A Baker, An All-Night Hangout Owner, And Son Of Buck Forty-Nine.
Three of the four guests for today's radio round table show were people I'd never met before. But Mary Ann, who books the show, uses a different logic than mine, and is always thinking of a seasonal theme that flies over my head.
This week we had Jim and Cindy Besselman, the owners of the Ernst Café, because everybody's looking for hangouts where football games can be watched. Larry Moeklin, third-generation owner of the Swiss Bakery, because everybody is looking for patty shells for making oyster patties for the holidays. And Vincent Riccobono, the owner of the Peppermill, because his father created the Buck Forty-Nine Pancake and Steak House, which is featured in Lost Restaurants.
Getting a conversation going among such disparate people is the challenge. I could talk with any of them at great length, but the show doesn't really get good until I have them talking not with me as much as with one another. As is often the case, the catalyst was a bottle of wine.
The Besselmans were here also because they're heavily involved in a fundraiser for Café Hope, a school for at-risk young people in Marrero. It's a lot like Café Reconcile in that its charges learn the skills of the restaurant business and leave with a means of making a good living--something they may have lacked before. But the event was just about sold out, so we moved on to the Ernst Cafe's other facets.
You can't talk about that century-old place without mentioning the tile swastikas on the floor. They are there innocuously: Ernst Café was built decades before the Nazis came to be. The Ernst's version--which for centuries was a good-luck and peace symbol among Native Americans and other people around the world--is the opposite of the infamous one. Still, every now and then someone catches sight of the swastikas and turns for the door.
I was also surprised by what Jim said about the nature of his business. "We do most of our business after midnight, with people from the service industry," he said. So, waiters and cooks and casino workers. "When I get there at six or seven some mornings, the bar is still going strong."
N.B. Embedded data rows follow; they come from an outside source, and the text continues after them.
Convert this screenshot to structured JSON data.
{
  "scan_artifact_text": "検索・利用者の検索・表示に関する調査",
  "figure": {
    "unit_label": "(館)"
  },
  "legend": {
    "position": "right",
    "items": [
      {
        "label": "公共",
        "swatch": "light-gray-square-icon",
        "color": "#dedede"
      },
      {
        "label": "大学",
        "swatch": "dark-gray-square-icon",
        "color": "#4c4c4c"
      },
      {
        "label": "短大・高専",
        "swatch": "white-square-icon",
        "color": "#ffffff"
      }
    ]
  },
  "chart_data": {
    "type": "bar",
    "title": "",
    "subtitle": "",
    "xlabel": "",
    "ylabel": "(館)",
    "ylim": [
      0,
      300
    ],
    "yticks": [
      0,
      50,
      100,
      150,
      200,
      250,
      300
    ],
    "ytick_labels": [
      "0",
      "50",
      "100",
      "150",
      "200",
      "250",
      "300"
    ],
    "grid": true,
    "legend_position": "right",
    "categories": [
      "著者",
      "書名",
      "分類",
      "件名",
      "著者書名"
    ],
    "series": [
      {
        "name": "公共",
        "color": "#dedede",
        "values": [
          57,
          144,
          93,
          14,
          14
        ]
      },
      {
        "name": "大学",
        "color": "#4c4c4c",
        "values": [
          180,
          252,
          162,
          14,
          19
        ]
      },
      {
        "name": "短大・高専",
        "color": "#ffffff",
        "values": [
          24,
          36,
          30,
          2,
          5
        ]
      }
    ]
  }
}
They have something else going on. The Chicory is an old (1852) coffee warehouse that the Besselmans turned into a reception and banquet hall. They had the good taste to allow the building to keep most of the hallmarks of its past, including the big beams and exposed bricks.
The first confusion that Larry Moelkin cleared up for me was that his family's Swiss Confectionary--founded in 1921--is not the same as the Switzerland Bakery, which for many years was a famous Uptown patisserie. The Swiss was a landmark on Frenchmen street in the Marigny for a long time. They're now on St. Charles Avenue, near Gallier Hall.
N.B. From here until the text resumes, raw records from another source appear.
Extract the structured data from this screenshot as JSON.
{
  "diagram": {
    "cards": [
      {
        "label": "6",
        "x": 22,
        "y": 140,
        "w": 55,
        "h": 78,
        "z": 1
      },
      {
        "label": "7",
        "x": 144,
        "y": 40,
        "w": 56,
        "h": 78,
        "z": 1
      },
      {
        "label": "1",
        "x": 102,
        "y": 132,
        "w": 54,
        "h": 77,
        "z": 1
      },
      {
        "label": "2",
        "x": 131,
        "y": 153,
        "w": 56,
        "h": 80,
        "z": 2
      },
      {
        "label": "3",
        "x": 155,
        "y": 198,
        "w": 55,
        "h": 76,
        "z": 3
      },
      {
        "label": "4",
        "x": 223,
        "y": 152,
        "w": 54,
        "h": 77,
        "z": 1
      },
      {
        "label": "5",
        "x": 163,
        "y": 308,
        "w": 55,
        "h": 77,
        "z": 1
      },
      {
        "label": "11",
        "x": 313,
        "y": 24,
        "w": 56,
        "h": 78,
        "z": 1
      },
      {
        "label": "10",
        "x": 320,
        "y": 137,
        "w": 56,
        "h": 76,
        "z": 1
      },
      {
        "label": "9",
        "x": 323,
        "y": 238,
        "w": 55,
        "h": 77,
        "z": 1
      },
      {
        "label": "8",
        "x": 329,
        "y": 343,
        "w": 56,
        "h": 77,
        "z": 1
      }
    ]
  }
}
Larry brought some patty shells, as if to prove that they really make them. Both small and large. He also brought some samples of what the bakery does with shells that don't come out perfect. This he fills with raspberry jelly and colorful (red and green, this time of year) fondant icing.
Vincent Riccobono has a lot of restaurant history in his head. He worked with his father in the Buck Forty-Nine Steak Houses, a legendary local chain from the 1950s through the 1980s. I think that if it were still around, it would probably still be viable. Mentioning it always brings fond recollections from diners.
It's not well known that a spinoff of the Buck Forty-Nine--with a lot of the same food if a very different physical style--is still in business. Joe Riccobono opened the Peppermill at the behest of his wife (and Vincent's mother) Josie. After thirty-five years, it's still good and going strong.
We should have brought up the Peppermill's main issue--that many of its long-time customers are elderly, and that this drives away younger customers. But it never came up.
Why should eating a couple of those sweet patty shells and a couple of miniature palmier pastries kill my appetite? I don't know, but they did, and I took advantage of the situation and skipped dinner. I have a few big ones coming up in the next few days, anyway.
It's over three years since a day was missed in the Dining Diary. To browse through all of the entries since 2008, go here.